Garfield County leaders tell library to keep ‘pornographic’ materials away from kids in latest salvo over Japanese graphic novels
County commissioner acknowledges directive can’t be enforced — but notes library board can be fired
The Denver Post

Westley Crouch/Post Independent
Garfield County’s elected commissioners this week directed the county’s library board to ensure “pornographic materials” aren’t accessible to children at public libraries and can’t be checked out by young people.
How the commissioners would enforce that order — the latest flare-up in a fight over library materials in the Western Slope county — and how the county even defines pornography were unclear when the board voted unanimously to approve the message Monday.
Commissioner Tom Jankovsky acknowledged in an interview with The Denver Post on Wednesday that the Garfield County Public Library District’s Board of Trustees is an independent body that doesn’t have to follow the county’s directive. But, he said, “the reason that motion was made is because we do have the ability to remove all board members from the library board.”
The commissioners “don’t want to go there,” Jankovsky said, but it is an option.
James LaRue, executive director of the Garfield County Public Library District, has received calls over the last year for select adult Japanese graphic novels — some with LGBTQ themes — in the county’s libraries to be stored on a top shelf away from children. Some people have requested the library check the IDs of patrons borrowing those books to ensure they’re over 18.
LaRue called the commissioners’ directive “political intimidation.” He said there is no legal definition of pornography and that, historically, the term has been used to describe all kinds of titles, from “The Grapes of Wrath” to children’s books about where babies come from.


Exercise requirements: Please transcribe every record below exactly, leaving out the pictures.

----------

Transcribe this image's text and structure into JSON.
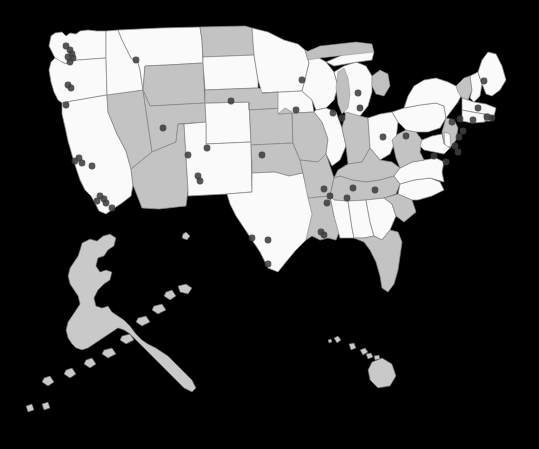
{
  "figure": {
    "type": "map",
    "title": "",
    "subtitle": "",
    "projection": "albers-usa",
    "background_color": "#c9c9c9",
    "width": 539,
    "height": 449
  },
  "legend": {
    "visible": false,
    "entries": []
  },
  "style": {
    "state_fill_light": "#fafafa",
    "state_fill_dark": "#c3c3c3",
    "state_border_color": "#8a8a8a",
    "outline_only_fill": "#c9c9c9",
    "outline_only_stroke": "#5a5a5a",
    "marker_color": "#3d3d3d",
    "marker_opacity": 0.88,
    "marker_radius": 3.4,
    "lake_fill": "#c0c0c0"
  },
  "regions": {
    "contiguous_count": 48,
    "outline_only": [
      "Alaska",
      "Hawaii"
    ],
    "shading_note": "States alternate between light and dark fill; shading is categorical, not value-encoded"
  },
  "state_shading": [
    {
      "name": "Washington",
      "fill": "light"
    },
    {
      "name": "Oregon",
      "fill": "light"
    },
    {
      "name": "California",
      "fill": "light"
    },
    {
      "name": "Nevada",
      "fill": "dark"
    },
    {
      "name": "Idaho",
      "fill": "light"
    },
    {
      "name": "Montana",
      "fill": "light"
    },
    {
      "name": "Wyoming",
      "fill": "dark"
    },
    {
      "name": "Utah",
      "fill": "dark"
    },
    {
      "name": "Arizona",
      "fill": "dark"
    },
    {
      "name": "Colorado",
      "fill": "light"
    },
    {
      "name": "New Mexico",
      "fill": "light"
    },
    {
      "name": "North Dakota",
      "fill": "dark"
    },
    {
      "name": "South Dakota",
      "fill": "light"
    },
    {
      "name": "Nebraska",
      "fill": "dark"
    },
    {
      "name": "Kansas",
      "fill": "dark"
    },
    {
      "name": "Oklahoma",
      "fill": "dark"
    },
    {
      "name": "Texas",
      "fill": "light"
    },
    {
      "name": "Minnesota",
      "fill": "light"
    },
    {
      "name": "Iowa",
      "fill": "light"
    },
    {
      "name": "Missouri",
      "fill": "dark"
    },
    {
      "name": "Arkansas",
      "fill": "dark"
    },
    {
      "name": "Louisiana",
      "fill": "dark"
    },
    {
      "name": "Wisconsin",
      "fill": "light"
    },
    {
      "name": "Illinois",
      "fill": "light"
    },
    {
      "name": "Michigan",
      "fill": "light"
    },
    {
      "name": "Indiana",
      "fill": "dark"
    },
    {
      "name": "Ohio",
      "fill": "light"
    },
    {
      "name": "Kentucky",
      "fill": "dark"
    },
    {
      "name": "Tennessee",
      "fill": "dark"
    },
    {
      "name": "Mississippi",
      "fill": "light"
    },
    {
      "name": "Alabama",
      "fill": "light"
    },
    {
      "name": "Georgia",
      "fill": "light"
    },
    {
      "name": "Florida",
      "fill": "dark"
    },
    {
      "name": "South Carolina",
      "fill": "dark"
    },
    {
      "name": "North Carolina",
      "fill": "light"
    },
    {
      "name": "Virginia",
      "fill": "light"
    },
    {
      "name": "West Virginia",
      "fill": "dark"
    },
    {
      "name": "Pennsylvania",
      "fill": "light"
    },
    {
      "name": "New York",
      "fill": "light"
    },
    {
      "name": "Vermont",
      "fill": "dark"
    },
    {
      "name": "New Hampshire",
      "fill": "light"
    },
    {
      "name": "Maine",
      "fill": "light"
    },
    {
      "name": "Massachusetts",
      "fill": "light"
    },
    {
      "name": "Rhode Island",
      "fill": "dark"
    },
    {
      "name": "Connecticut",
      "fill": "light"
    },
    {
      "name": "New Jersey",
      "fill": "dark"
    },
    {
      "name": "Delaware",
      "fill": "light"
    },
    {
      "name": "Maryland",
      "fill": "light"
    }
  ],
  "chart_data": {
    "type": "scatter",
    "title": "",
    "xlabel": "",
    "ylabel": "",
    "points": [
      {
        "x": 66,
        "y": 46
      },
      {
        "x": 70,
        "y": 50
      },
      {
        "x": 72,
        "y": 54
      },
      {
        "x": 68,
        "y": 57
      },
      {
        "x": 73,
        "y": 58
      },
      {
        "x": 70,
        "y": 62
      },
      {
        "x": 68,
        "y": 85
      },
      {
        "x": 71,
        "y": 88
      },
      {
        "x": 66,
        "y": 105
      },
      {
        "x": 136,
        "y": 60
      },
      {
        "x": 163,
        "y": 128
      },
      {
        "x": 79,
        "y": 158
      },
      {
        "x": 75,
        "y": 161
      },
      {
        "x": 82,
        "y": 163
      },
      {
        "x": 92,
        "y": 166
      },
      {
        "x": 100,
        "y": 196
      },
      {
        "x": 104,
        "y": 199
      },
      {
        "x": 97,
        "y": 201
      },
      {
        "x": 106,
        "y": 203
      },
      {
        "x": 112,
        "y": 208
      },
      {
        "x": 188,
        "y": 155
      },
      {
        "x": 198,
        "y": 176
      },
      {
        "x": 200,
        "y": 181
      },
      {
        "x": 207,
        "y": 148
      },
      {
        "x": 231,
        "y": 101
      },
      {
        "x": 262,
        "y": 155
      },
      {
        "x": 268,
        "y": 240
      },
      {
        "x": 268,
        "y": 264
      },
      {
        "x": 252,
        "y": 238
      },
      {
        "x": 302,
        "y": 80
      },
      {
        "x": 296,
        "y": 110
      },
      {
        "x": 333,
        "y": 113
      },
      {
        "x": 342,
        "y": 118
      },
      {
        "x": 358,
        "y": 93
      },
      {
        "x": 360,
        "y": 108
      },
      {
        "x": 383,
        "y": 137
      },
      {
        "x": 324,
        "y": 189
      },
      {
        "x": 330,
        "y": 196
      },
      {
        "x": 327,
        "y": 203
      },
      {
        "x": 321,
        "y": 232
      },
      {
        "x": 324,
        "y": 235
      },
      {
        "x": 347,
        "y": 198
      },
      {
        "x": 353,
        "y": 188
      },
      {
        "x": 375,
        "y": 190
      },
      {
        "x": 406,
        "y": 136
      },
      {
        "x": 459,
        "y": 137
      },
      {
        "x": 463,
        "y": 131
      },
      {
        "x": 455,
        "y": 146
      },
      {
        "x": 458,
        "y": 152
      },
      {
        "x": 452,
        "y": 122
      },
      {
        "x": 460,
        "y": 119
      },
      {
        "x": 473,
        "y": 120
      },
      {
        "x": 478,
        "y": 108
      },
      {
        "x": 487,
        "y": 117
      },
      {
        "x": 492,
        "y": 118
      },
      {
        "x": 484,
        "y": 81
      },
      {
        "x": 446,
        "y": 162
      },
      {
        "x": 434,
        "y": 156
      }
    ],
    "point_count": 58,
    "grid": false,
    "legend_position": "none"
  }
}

----------

Completed exercise:
Transcribe this image's text and structure into JSON.
{
  "figure": {
    "type": "map",
    "title": "",
    "subtitle": "",
    "projection": "albers-usa",
    "background_color": "#c9c9c9",
    "width": 539,
    "height": 449
  },
  "legend": {
    "visible": false,
    "entries": []
  },
  "style": {
    "state_fill_light": "#fafafa",
    "state_fill_dark": "#c3c3c3",
    "state_border_color": "#8a8a8a",
    "outline_only_fill": "#c9c9c9",
    "outline_only_stroke": "#5a5a5a",
    "marker_color": "#3d3d3d",
    "marker_opacity": 0.88,
    "marker_radius": 3.4,
    "lake_fill": "#c0c0c0"
  },
  "regions": {
    "contiguous_count": 48,
    "outline_only": [
      "Alaska",
      "Hawaii"
    ],
    "shading_note": "States alternate between light and dark fill; shading is categorical, not value-encoded"
  },
  "state_shading": [
    {
      "name": "Washington",
      "fill": "light"
    },
    {
      "name": "Oregon",
      "fill": "light"
    },
    {
      "name": "California",
      "fill": "light"
    },
    {
      "name": "Nevada",
      "fill": "dark"
    },
    {
      "name": "Idaho",
      "fill": "light"
    },
    {
      "name": "Montana",
      "fill": "light"
    },
    {
      "name": "Wyoming",
      "fill": "dark"
    },
    {
      "name": "Utah",
      "fill": "dark"
    },
    {
      "name": "Arizona",
      "fill": "dark"
    },
    {
      "name": "Colorado",
      "fill": "light"
    },
    {
      "name": "New Mexico",
      "fill": "light"
    },
    {
      "name": "North Dakota",
      "fill": "dark"
    },
    {
      "name": "South Dakota",
      "fill": "light"
    },
    {
      "name": "Nebraska",
      "fill": "dark"
    },
    {
      "name": "Kansas",
      "fill": "dark"
    },
    {
      "name": "Oklahoma",
      "fill": "dark"
    },
    {
      "name": "Texas",
      "fill": "light"
    },
    {
      "name": "Minnesota",
      "fill": "light"
    },
    {
      "name": "Iowa",
      "fill": "light"
    },
    {
      "name": "Missouri",
      "fill": "dark"
    },
    {
      "name": "Arkansas",
      "fill": "dark"
    },
    {
      "name": "Louisiana",
      "fill": "dark"
    },
    {
      "name": "Wisconsin",
      "fill": "light"
    },
    {
      "name": "Illinois",
      "fill": "light"
    },
    {
      "name": "Michigan",
      "fill": "light"
    },
    {
      "name": "Indiana",
      "fill": "dark"
    },
    {
      "name": "Ohio",
      "fill": "light"
    },
    {
      "name": "Kentucky",
      "fill": "dark"
    },
    {
      "name": "Tennessee",
      "fill": "dark"
    },
    {
      "name": "Mississippi",
      "fill": "light"
    },
    {
      "name": "Alabama",
      "fill": "light"
    },
    {
      "name": "Georgia",
      "fill": "light"
    },
    {
      "name": "Florida",
      "fill": "dark"
    },
    {
      "name": "South Carolina",
      "fill": "dark"
    },
    {
      "name": "North Carolina",
      "fill": "light"
    },
    {
      "name": "Virginia",
      "fill": "light"
    },
    {
      "name": "West Virginia",
      "fill": "dark"
    },
    {
      "name": "Pennsylvania",
      "fill": "light"
    },
    {
      "name": "New York",
      "fill": "light"
    },
    {
      "name": "Vermont",
      "fill": "dark"
    },
    {
      "name": "New Hampshire",
      "fill": "light"
    },
    {
      "name": "Maine",
      "fill": "light"
    },
    {
      "name": "Massachusetts",
      "fill": "light"
    },
    {
      "name": "Rhode Island",
      "fill": "dark"
    },
    {
      "name": "Connecticut",
      "fill": "light"
    },
    {
      "name": "New Jersey",
      "fill": "dark"
    },
    {
      "name": "Delaware",
      "fill": "light"
    },
    {
      "name": "Maryland",
      "fill": "light"
    }
  ],
  "chart_data": {
    "type": "scatter",
    "title": "",
    "xlabel": "",
    "ylabel": "",
    "points": [
      {
        "x": 66,
        "y": 46
      },
      {
        "x": 70,
        "y": 50
      },
      {
        "x": 72,
        "y": 54
      },
      {
        "x": 68,
        "y": 57
      },
      {
        "x": 73,
        "y": 58
      },
      {
        "x": 70,
        "y": 62
      },
      {
        "x": 68,
        "y": 85
      },
      {
        "x": 71,
        "y": 88
      },
      {
        "x": 66,
        "y": 105
      },
      {
        "x": 136,
        "y": 60
      },
      {
        "x": 163,
        "y": 128
      },
      {
        "x": 79,
        "y": 158
      },
      {
        "x": 75,
        "y": 161
      },
      {
        "x": 82,
        "y": 163
      },
      {
        "x": 92,
        "y": 166
      },
      {
        "x": 100,
        "y": 196
      },
      {
        "x": 104,
        "y": 199
      },
      {
        "x": 97,
        "y": 201
      },
      {
        "x": 106,
        "y": 203
      },
      {
        "x": 112,
        "y": 208
      },
      {
        "x": 188,
        "y": 155
      },
      {
        "x": 198,
        "y": 176
      },
      {
        "x": 200,
        "y": 181
      },
      {
        "x": 207,
        "y": 148
      },
      {
        "x": 231,
        "y": 101
      },
      {
        "x": 262,
        "y": 155
      },
      {
        "x": 268,
        "y": 240
      },
      {
        "x": 268,
        "y": 264
      },
      {
        "x": 252,
        "y": 238
      },
      {
        "x": 302,
        "y": 80
      },
      {
        "x": 296,
        "y": 110
      },
      {
        "x": 333,
        "y": 113
      },
      {
        "x": 342,
        "y": 118
      },
      {
        "x": 358,
        "y": 93
      },
      {
        "x": 360,
        "y": 108
      },
      {
        "x": 383,
        "y": 137
      },
      {
        "x": 324,
        "y": 189
      },
      {
        "x": 330,
        "y": 196
      },
      {
        "x": 327,
        "y": 203
      },
      {
        "x": 321,
        "y": 232
      },
      {
        "x": 324,
        "y": 235
      },
      {
        "x": 347,
        "y": 198
      },
      {
        "x": 353,
        "y": 188
      },
      {
        "x": 375,
        "y": 190
      },
      {
        "x": 406,
        "y": 136
      },
      {
        "x": 459,
        "y": 137
      },
      {
        "x": 463,
        "y": 131
      },
      {
        "x": 455,
        "y": 146
      },
      {
        "x": 458,
        "y": 152
      },
      {
        "x": 452,
        "y": 122
      },
      {
        "x": 460,
        "y": 119
      },
      {
        "x": 473,
        "y": 120
      },
      {
        "x": 478,
        "y": 108
      },
      {
        "x": 487,
        "y": 117
      },
      {
        "x": 492,
        "y": 118
      },
      {
        "x": 484,
        "y": 81
      },
      {
        "x": 446,
        "y": 162
      },
      {
        "x": 434,
        "y": 156
      }
    ],
    "point_count": 58,
    "grid": false,
    "legend_position": "none"
  }
}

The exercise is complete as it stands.